The Big One

April 10, 1998 | Imagine a cross between a stand-up comedy routine and an on-the-road documentary, and you’re ready for The Big One, Michael Moore’s ruthlessly amusing and ruefully insightful follow-up to his popular Roger & Me. This time, instead of stalking GM chairman Roger Smith in and around Flint, Mich., the portly working-class satirist takes his act on tour, to examine the underside of America’s “economic recovery.”

Moore establishes the movie’s tone of cheeky drollery and sugar-coated outrage during the opening minutes. Addressing a college audience, he recalls an experiment he conducted during the 1996 presidential primary season. To see “if politicians would accept money from anyone,” he established bank accounts for fictitious organizations and sent $100 checks to major candidates. Much to his delight, the candidates lived down to his worst expectations. Pat Buchanan’s campaign was the first to snap at the bait, by cashing a check from “Abortionists for Buchanan.”

The rest of The Big One follows Moore on a publisher-sponsored tour to promote his hectoring screed against corporate rogues and manipulators, Downsize This! Moore agrees to make the cross-country jaunt in the first place merely as a pretext for his real agenda: filming a sort of guerrilla documentary about the devastating effects of downsizing and factory-closings.

In each city he visits, Moore and his skeletal camera crew slip away from the local “media escort” to raise questions and conduct interviews. Moore wants to find “just one CEO” who will explain to him, on camera, why thousands of workers are being laid off despite billion-dollar profits. Not surprisingly, he is none-too-politely turned away by tight-lipped PR reps and stern-faced security guards each time he pays an unannounced visit to some corporate bigwig.

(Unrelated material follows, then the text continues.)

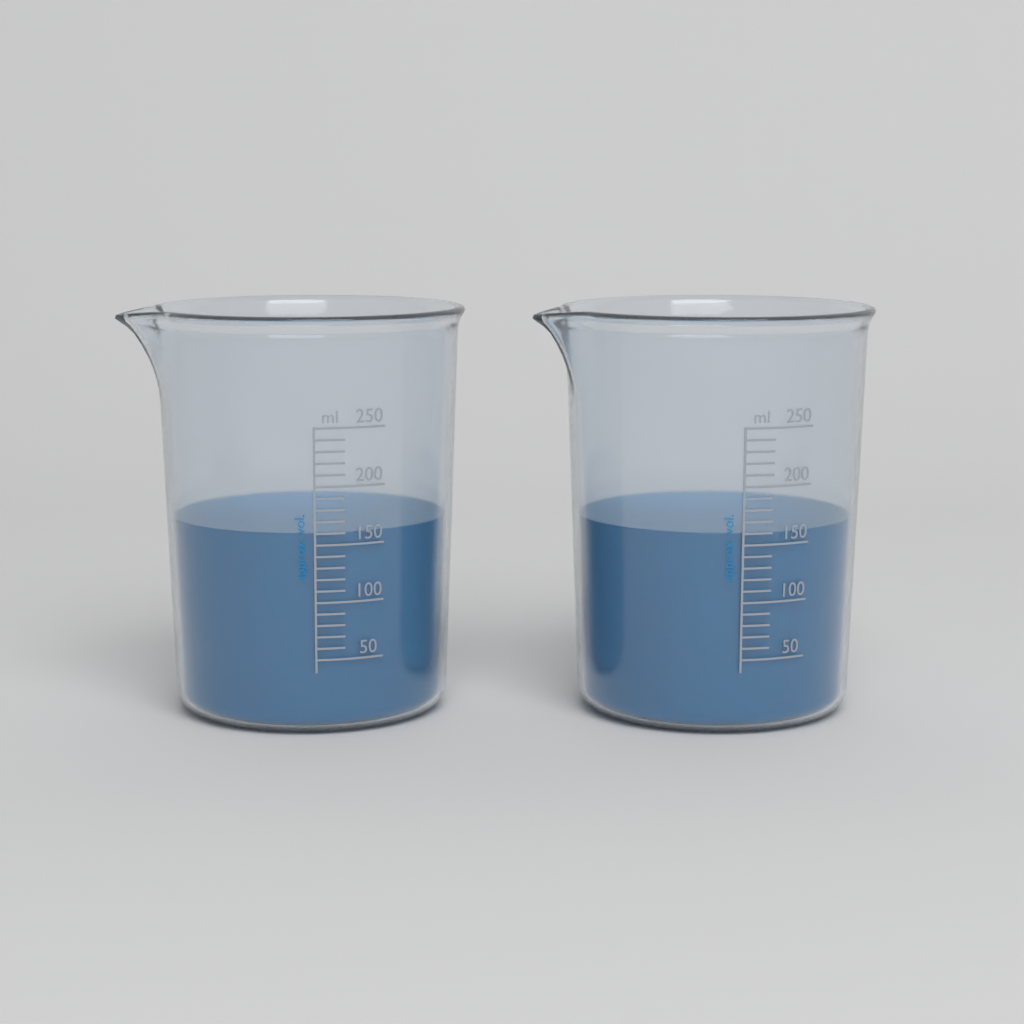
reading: 160 ml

On the other hand, Moore finds many newly fired workers — and, in a few cases, some hopeful union organizers — who are more than willing to complain about being left high and dry by the ’90s version of trickle-down economics.

During a visit to a Payday candy factory in Centralia, Ill., Moore interviews workers who are understandably upset by the prospect of being laid off for being — well, as they put it, “too productive.” The good news is, Payday is making millions. Unfortunately, that’s also the bad news. In order to sustain their high profits, Payday executives plan to open a new plant outside the United States, where wages are lower.

Moore hammers home the absurdity of the situation by getting a Payday spokesperson to more or less admit that, had the workers been less productive, the factory would remain open a little longer. But, then again, if they had been more productive, the place would have shut down months earlier. No kidding.

At another point, Moore notes that TWA has begun to use lowly paid California prison inmates — including convicted killers — to give information on the airline’s 1-800 telephone line. That should be kept in mind, Moore warns, the next time you’re tempted to talk rudely to a TWA rep while making a flight reservation.

The shifting of U.S. jobs to Mexico and Asia is a recurring theme throughout The Big One. Again and again, Moore cites examples of companies that discharge the very people who helped them reap the record profits that can be maintained only by workforce cutbacks. Company representatives claim drastic measures are necessary in order to remain “competitive.” Even so, Moore remains skeptical: “If it’s just about making a profit,” he wonders aloud, “why doesn’t General Motors sell crack?”

Moore takes a scattershot approach to aiming his folksy tirades, targeting everything from the Borders bookstore chain (whose workers are starting to unionize) to Pillsbury (which receives, according to Moore, $11 million in “corporate welfare” to promote products in Third World countries). The Big One works best when Moore is interacting with other people — Studs Terkel, Garrison Keillor and Nike CEO Phil Knight are among the notables who make cameo appearances — and seems padded when it dwells on Moore’s frequently repetitive monologues. But even when it’s clear that Moore is playing for laughs, it’s every bit as clear that he also is playing for keeps.